AI for a shooter game reacting with walls

My Project: https://snap.berkeley.edu/project?username=mdegn&projectname=Shooter%20AI%20Testing

I am designing an AI for a top-down 2D shooter game, and I need a proper way for each AI to detect whether it has a clear path/sight on a target. Since pictures are worth a thousand words, let me show you two methods I've thought of, the last one of which is in the project.

Assuming you can see this, each of the pinkish dots represents a check of all of wall points, so this increases exponentially as you add more AIs. You can't just check a line between two AIs because this is what is required.

For this, areas behind walls are cut off. The diagonal shows how sections are cut off on the top, right, bottom and left quadrants around the AI, so the wall is above the AI, but if it were way farther left or right it wouldn't block the AI from shooting above it, but it's in the top quadrant meaning it will. So this second method is what I'm using except that it doesn't quite cut it (better than nothing though). If a target, wall, and the AI are all on a diagonal line in that order, the AI will still try and shoot/follow the target. It gets worse when there are two walls, trapping the AI in a corner. Basically I am trying to find a solution, so please suggest any solutions if you can, and I hope I have kindled your interest.

I'd be inclined to have a hidden sprite, have it draw an (invisible) line to the target, and see if that line crosses anything else.

Good idea! Another idea to check out is the ray length option in the sensing category's _ to_ reporter. comparing the ray length to the wall sprite against the distance to the target should let you determine whether the sight is clear. If the distance to the target is less than the ray length to the wall the target is in clear sight, otherwise it's behind the wall.

I like your AI Concept. It's much better than my Enemy AI I made 1 year ago.

Untitled

Basically what it looks like depending on what direction the wall is from the AI (red lines means targets above that line are disqualified, blue lines mean below; only two lines apply per wall)

Wow, I had no idea about that. @bh's idea is my first picture basically, I have a list of points on the wall, and I thought that would take up too much processing power. I have never used ray length, but I would think it only works for "if touching", right? Right now I'm only using pen and variables so I would think that wouldn't work, but I'll have to try it.

Whoops, I forgot to share the project. I've implemented some more code, and you can see that at least part of it works.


*WHAT TO WORK ON*. Please return each entry that follows exactly as written, and keep the pictures out.

*EXERCISE INPUTS*.
--- --- ---

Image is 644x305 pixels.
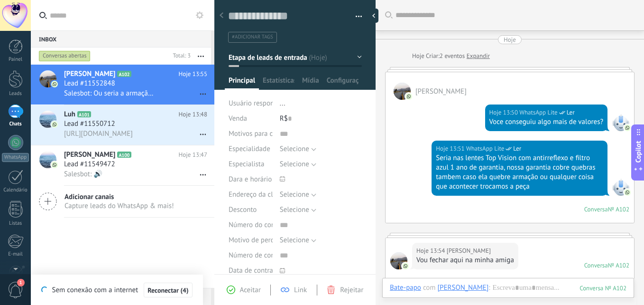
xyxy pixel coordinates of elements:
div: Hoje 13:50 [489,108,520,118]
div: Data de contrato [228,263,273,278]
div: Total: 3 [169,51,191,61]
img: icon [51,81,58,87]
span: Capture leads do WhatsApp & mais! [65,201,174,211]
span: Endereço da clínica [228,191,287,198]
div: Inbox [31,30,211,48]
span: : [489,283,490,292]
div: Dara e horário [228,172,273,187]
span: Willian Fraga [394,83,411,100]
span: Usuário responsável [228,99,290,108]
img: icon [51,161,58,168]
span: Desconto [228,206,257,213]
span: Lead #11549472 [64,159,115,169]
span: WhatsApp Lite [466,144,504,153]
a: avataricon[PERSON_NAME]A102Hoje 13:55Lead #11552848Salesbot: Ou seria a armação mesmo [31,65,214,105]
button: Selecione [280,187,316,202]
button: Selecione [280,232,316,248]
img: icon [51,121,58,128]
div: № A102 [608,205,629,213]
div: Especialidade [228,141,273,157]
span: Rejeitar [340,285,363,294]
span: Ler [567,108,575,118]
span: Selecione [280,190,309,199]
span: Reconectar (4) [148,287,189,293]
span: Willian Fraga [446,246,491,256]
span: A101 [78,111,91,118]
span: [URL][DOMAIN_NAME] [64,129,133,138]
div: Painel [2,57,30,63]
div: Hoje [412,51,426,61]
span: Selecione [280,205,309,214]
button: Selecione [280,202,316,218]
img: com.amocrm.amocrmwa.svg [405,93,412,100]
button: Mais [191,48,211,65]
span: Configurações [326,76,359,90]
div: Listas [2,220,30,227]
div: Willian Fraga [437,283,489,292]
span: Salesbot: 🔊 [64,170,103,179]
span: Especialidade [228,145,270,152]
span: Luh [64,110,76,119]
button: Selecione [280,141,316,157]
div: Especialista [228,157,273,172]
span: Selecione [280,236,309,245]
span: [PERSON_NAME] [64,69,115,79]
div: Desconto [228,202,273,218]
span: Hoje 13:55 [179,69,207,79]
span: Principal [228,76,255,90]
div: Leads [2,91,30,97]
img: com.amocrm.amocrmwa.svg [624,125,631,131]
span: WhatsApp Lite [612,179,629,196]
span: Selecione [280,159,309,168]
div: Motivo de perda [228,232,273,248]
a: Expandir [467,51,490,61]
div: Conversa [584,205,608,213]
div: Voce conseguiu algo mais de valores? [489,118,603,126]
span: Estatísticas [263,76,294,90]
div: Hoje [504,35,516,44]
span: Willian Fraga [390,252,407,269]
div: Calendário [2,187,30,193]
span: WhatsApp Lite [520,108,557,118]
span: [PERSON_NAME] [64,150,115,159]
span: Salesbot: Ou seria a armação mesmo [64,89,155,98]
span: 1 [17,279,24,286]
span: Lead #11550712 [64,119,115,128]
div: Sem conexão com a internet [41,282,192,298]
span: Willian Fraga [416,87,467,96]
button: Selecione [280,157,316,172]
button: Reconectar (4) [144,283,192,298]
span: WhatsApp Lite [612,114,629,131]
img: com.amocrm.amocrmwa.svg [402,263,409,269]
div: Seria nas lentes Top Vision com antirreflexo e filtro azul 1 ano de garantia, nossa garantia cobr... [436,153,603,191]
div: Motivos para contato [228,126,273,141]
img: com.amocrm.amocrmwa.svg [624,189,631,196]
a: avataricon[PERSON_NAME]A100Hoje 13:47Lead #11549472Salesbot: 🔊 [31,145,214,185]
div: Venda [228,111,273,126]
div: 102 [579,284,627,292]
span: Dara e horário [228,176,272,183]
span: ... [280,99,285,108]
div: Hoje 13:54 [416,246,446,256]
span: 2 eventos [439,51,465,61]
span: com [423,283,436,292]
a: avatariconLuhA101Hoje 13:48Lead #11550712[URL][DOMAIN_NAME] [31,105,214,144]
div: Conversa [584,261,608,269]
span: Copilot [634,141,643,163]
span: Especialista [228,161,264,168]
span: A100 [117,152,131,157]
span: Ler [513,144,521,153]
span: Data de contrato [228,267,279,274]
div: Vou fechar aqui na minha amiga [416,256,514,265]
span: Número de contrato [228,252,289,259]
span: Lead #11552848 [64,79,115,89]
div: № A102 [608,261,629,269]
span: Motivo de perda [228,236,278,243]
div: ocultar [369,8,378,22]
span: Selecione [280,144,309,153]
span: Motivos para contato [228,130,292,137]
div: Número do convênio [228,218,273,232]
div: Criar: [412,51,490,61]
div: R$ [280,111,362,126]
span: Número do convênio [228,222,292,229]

--- --- ---

*COMPLETED EXERCISE*.
Image is 644x305 pixels.
xyxy pixel coordinates of elements:
div: Hoje 13:50 [489,108,520,118]
div: Data de contrato [228,263,273,278]
div: Total: 3 [169,51,191,61]
img: icon [51,81,58,87]
span: Capture leads do WhatsApp & mais! [65,201,174,211]
span: Endereço da clínica [228,191,287,198]
div: Inbox [31,30,211,48]
span: : [489,283,490,292]
div: Dara e horário [228,172,273,187]
span: Willian Fraga [394,83,411,100]
span: Usuário responsável [228,99,290,108]
img: icon [51,161,58,168]
span: Desconto [228,206,257,213]
span: Lead #11549472 [64,159,115,169]
span: WhatsApp Lite [466,144,504,153]
a: avataricon[PERSON_NAME]A102Hoje 13:55Lead #11552848Salesbot: Ou seria a armação mesmo [31,65,214,105]
button: Selecione [280,187,316,202]
button: Selecione [280,232,316,248]
img: icon [51,121,58,128]
div: № A102 [608,205,629,213]
div: Especialidade [228,141,273,157]
span: Rejeitar [340,285,363,294]
span: Ler [567,108,575,118]
span: Selecione [280,190,309,199]
span: Reconectar (4) [148,287,189,293]
span: Willian Fraga [446,246,491,256]
span: A101 [78,111,91,118]
span: [URL][DOMAIN_NAME] [64,129,133,138]
div: Painel [2,57,30,63]
div: Hoje [412,51,426,61]
span: Selecione [280,205,309,214]
button: Selecione [280,202,316,218]
img: com.amocrm.amocrmwa.svg [405,93,412,100]
button: Mais [191,48,211,65]
span: Configurações [326,76,359,90]
div: Listas [2,220,30,227]
div: Willian Fraga [437,283,489,292]
span: Salesbot: 🔊 [64,170,103,179]
span: Especialidade [228,145,270,152]
span: Luh [64,110,76,119]
button: Selecione [280,141,316,157]
div: Especialista [228,157,273,172]
span: Selecione [280,236,309,245]
span: [PERSON_NAME] [64,69,115,79]
div: Desconto [228,202,273,218]
span: Hoje 13:55 [179,69,207,79]
span: Principal [228,76,255,90]
div: Leads [2,91,30,97]
img: com.amocrm.amocrmwa.svg [624,125,631,131]
span: WhatsApp Lite [612,179,629,196]
span: Selecione [280,159,309,168]
div: Motivo de perda [228,232,273,248]
a: Expandir [467,51,490,61]
div: Conversa [584,205,608,213]
div: Voce conseguiu algo mais de valores? [489,118,603,126]
span: Estatísticas [263,76,294,90]
div: Hoje [504,35,516,44]
span: Willian Fraga [390,252,407,269]
div: Calendário [2,187,30,193]
span: WhatsApp Lite [520,108,557,118]
span: [PERSON_NAME] [64,150,115,159]
span: Salesbot: Ou seria a armação mesmo [64,89,155,98]
span: 1 [17,279,24,286]
span: Lead #11550712 [64,119,115,128]
div: Sem conexão com a internet [41,282,192,298]
span: Willian Fraga [416,87,467,96]
button: Selecione [280,157,316,172]
button: Reconectar (4) [144,283,192,298]
span: WhatsApp Lite [612,114,629,131]
img: com.amocrm.amocrmwa.svg [402,263,409,269]
div: Seria nas lentes Top Vision com antirreflexo e filtro azul 1 ano de garantia, nossa garantia cobr... [436,153,603,191]
div: Motivos para contato [228,126,273,141]
img: com.amocrm.amocrmwa.svg [624,189,631,196]
a: avataricon[PERSON_NAME]A100Hoje 13:47Lead #11549472Salesbot: 🔊 [31,145,214,185]
div: Venda [228,111,273,126]
div: 102 [579,284,627,292]
span: Dara e horário [228,176,272,183]
span: ... [280,99,285,108]
div: Hoje 13:54 [416,246,446,256]
span: 2 eventos [439,51,465,61]
span: com [423,283,436,292]
a: avatariconLuhA101Hoje 13:48Lead #11550712[URL][DOMAIN_NAME] [31,105,214,144]
div: Conversa [584,261,608,269]
span: Copilot [634,141,643,163]
span: Especialista [228,161,264,168]
span: A100 [117,152,131,157]
span: Ler [513,144,521,153]
span: Data de contrato [228,267,279,274]
div: Vou fechar aqui na minha amiga [416,256,514,265]
span: Número de contrato [228,252,289,259]
span: Lead #11552848 [64,79,115,89]
div: № A102 [608,261,629,269]
span: Motivo de perda [228,236,278,243]
div: ocultar [369,8,378,22]
span: Selecione [280,144,309,153]
span: Motivos para contato [228,130,292,137]
div: Número do convênio [228,218,273,232]
div: Criar: [412,51,490,61]
div: R$ [280,111,362,126]
span: Número do convênio [228,222,292,229]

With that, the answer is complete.